Business

COLLEGE HELPER

More than five million families could be in line for additional financial help with their college bills – and 600,000 households might get their first taste of tuition helper – if two bills passed by Congress are signed into law by President Bush.

The bills, which could give college students an additional $8,000 in college aid over a four-year period, would raise the amount of money each student can receive under the 25-year-old Pell Grant program.

More than 500,000 households in New York and New Jersey receive the grants.

“We want to get something done,” a spokeswoman for Rep. George Miller (D-Calif.), the chairman of the House Committee on Education and Labor, told The Post. “We are ready to work with the administration.

The planned increase in the Pell Grants is “the single largest investment in college education since the GI Bill,” Miller said in a statement posted on his Web site.

Supporters of bigger Pell Grants complain the federal program has not kept pace with inflation. For example, in 1979 the maximum Pell Grant covered 99 percent of the average price of tuition, fees and room and board at a public two-year institution. Today the maximum grant covers 62 percent, according to the Washington, D.C.-based American Council on Education.

The move in Congress to increase aid, however, is expected to run into trouble at the White House.

The administration, which says it wants more help for needy students, claims lawmakers are loading up the Pell Grant bills with pork. They are not now specifically earmarked for the poor and are too costly, the Bush administration says.

The Pell Grant now has an annual maximum grant level of $4,310. Under the pending House bill, the maximum Pell Grant benefit would rise to $4,700 next year and gradually step up to $5,200 by 2011. The Senate’s version of the Pell Grant increase, which was passed without a negative vote, is more generous than the House bill. It would increase the maximum grant to $4,800 next year and $6,310 by the year 2011. These increases, if enacted into law, would add an additional $2,600 to $5,000 of aid to someone receiving four years of maximum Pell Grant help.

Income levels of eligible families would also rise.

In 1972, Pell grants were originally designed to help college or vocational school students from low-income households. Generally, the grants go to families with annual incomes of $20,000 or less, although those with incomes of up to $50,000 may be eligible under limited circumstances for some money.

About 390,000 New York households and 117,000 New Jersey households receive some Pell Grant money, according to the latest U.S Department of Education numbers.

Miller, in a reply to a question sent through e-mail, said, “It’s unfortunate the president would let a veto stand between millions of students and the college financial aid they so urgently need.”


- [WHAT YOU HAVE TO DO] Pictures stay out. Everything else in the listing below gets written out exactly.

[Start of Attachment]

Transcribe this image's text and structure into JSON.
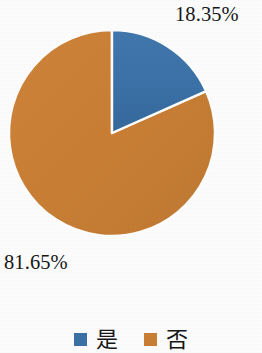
{
  "chart_data": {
    "type": "pie",
    "title": "",
    "subtitle": "",
    "xlabel": "",
    "ylabel": "",
    "grid": false,
    "legend_position": "bottom",
    "start_angle_deg": 0,
    "direction": "clockwise",
    "categories": [
      "是",
      "否"
    ],
    "values": [
      18.35,
      81.65
    ],
    "value_unit": "%",
    "slices": [
      {
        "label": "是",
        "value": 18.35,
        "value_text": "18.35%",
        "color": "#3c72a8",
        "start_deg": 0,
        "end_deg": 66.06
      },
      {
        "label": "否",
        "value": 81.65,
        "value_text": "81.65%",
        "color": "#ca7f35",
        "start_deg": 66.06,
        "end_deg": 360
      }
    ],
    "data_labels": [
      "18.35%",
      "81.65%"
    ],
    "legend": [
      {
        "label": "是",
        "color": "#3c72a8"
      },
      {
        "label": "否",
        "color": "#ca7f35"
      }
    ]
  },
  "labels": {
    "yes_percent": "18.35%",
    "no_percent": "81.65%"
  },
  "legend": {
    "items": [
      {
        "label": "是",
        "color": "#3c72a8"
      },
      {
        "label": "否",
        "color": "#ca7f35"
      }
    ]
  },
  "colors": {
    "series_blue": "#3c72a8",
    "series_orange": "#ca7f35",
    "background": "#fefefe",
    "text": "#181818",
    "slice_divider": "#ffffff"
  },
  "geometry": {
    "center_x": 112,
    "center_y": 133,
    "radius": 103
  }
}
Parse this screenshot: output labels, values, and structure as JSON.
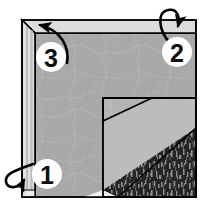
{
  "figure": {
    "canvas": {
      "width": 206,
      "height": 211,
      "background": "#ffffff"
    },
    "colors": {
      "outline": "#000000",
      "panel_face": "#a9a9a9",
      "top_bevel": "#dcdcdc",
      "left_bevel_light": "#e2e2e2",
      "left_bevel_dark": "#bdbdbd",
      "inner_panel": "#b6b6b6",
      "inner_band": "#b9b9b9",
      "dark_texture": "#2b2b2b",
      "dark_texture_speck": "#8d8d8d",
      "label_circle_fill": "#ffffff",
      "label_text": "#101010",
      "paper_white": "#f2f2f2"
    },
    "shapes": [
      {
        "name": "main-panel-face",
        "role": "large mottled gray sheet face"
      },
      {
        "name": "top-edge-bevel",
        "role": "light gray folded top band"
      },
      {
        "name": "left-edge-bevel",
        "role": "light gray folded left vertical band"
      },
      {
        "name": "inner-panel",
        "role": "inset rectangle lower right"
      },
      {
        "name": "inner-diagonal-band",
        "role": "light diagonal band across inset"
      },
      {
        "name": "dark-textured-corner",
        "role": "dark speckled fabric corner"
      }
    ],
    "labels": [
      {
        "id": "label-1",
        "text": "1",
        "cx": 47,
        "cy": 174,
        "r": 15,
        "arrow": "hook-loop-around-left-edge",
        "arrow_direction": "counter-clockwise-around-left-strip"
      },
      {
        "id": "label-2",
        "text": "2",
        "cx": 177,
        "cy": 52,
        "r": 15,
        "arrow": "hook-loop-over-top-edge",
        "arrow_direction": "clockwise-over-top-strip"
      },
      {
        "id": "label-3",
        "text": "3",
        "cx": 51,
        "cy": 57,
        "r": 15,
        "arrow": "curved-arrow-to-top-left-corner",
        "arrow_direction": "up-and-left-toward-corner"
      }
    ]
  }
}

[End of Attachment]

- [RESPONSE AREA]
Transcribe this image's text and structure into JSON.
{
  "chart_data": {
    "type": "pie",
    "title": "",
    "subtitle": "",
    "xlabel": "",
    "ylabel": "",
    "grid": false,
    "legend_position": "bottom",
    "start_angle_deg": 0,
    "direction": "clockwise",
    "categories": [
      "是",
      "否"
    ],
    "values": [
      18.35,
      81.65
    ],
    "value_unit": "%",
    "slices": [
      {
        "label": "是",
        "value": 18.35,
        "value_text": "18.35%",
        "color": "#3c72a8",
        "start_deg": 0,
        "end_deg": 66.06
      },
      {
        "label": "否",
        "value": 81.65,
        "value_text": "81.65%",
        "color": "#ca7f35",
        "start_deg": 66.06,
        "end_deg": 360
      }
    ],
    "data_labels": [
      "18.35%",
      "81.65%"
    ],
    "legend": [
      {
        "label": "是",
        "color": "#3c72a8"
      },
      {
        "label": "否",
        "color": "#ca7f35"
      }
    ]
  },
  "labels": {
    "yes_percent": "18.35%",
    "no_percent": "81.65%"
  },
  "legend": {
    "items": [
      {
        "label": "是",
        "color": "#3c72a8"
      },
      {
        "label": "否",
        "color": "#ca7f35"
      }
    ]
  },
  "colors": {
    "series_blue": "#3c72a8",
    "series_orange": "#ca7f35",
    "background": "#fefefe",
    "text": "#181818",
    "slice_divider": "#ffffff"
  },
  "geometry": {
    "center_x": 112,
    "center_y": 133,
    "radius": 103
  }
}
Parse this screenshot: output labels, values, and structure as JSON.
{
  "figure": {
    "canvas": {
      "width": 206,
      "height": 211,
      "background": "#ffffff"
    },
    "colors": {
      "outline": "#000000",
      "panel_face": "#a9a9a9",
      "top_bevel": "#dcdcdc",
      "left_bevel_light": "#e2e2e2",
      "left_bevel_dark": "#bdbdbd",
      "inner_panel": "#b6b6b6",
      "inner_band": "#b9b9b9",
      "dark_texture": "#2b2b2b",
      "dark_texture_speck": "#8d8d8d",
      "label_circle_fill": "#ffffff",
      "label_text": "#101010",
      "paper_white": "#f2f2f2"
    },
    "shapes": [
      {
        "name": "main-panel-face",
        "role": "large mottled gray sheet face"
      },
      {
        "name": "top-edge-bevel",
        "role": "light gray folded top band"
      },
      {
        "name": "left-edge-bevel",
        "role": "light gray folded left vertical band"
      },
      {
        "name": "inner-panel",
        "role": "inset rectangle lower right"
      },
      {
        "name": "inner-diagonal-band",
        "role": "light diagonal band across inset"
      },
      {
        "name": "dark-textured-corner",
        "role": "dark speckled fabric corner"
      }
    ],
    "labels": [
      {
        "id": "label-1",
        "text": "1",
        "cx": 47,
        "cy": 174,
        "r": 15,
        "arrow": "hook-loop-around-left-edge",
        "arrow_direction": "counter-clockwise-around-left-strip"
      },
      {
        "id": "label-2",
        "text": "2",
        "cx": 177,
        "cy": 52,
        "r": 15,
        "arrow": "hook-loop-over-top-edge",
        "arrow_direction": "clockwise-over-top-strip"
      },
      {
        "id": "label-3",
        "text": "3",
        "cx": 51,
        "cy": 57,
        "r": 15,
        "arrow": "curved-arrow-to-top-left-corner",
        "arrow_direction": "up-and-left-toward-corner"
      }
    ]
  }
}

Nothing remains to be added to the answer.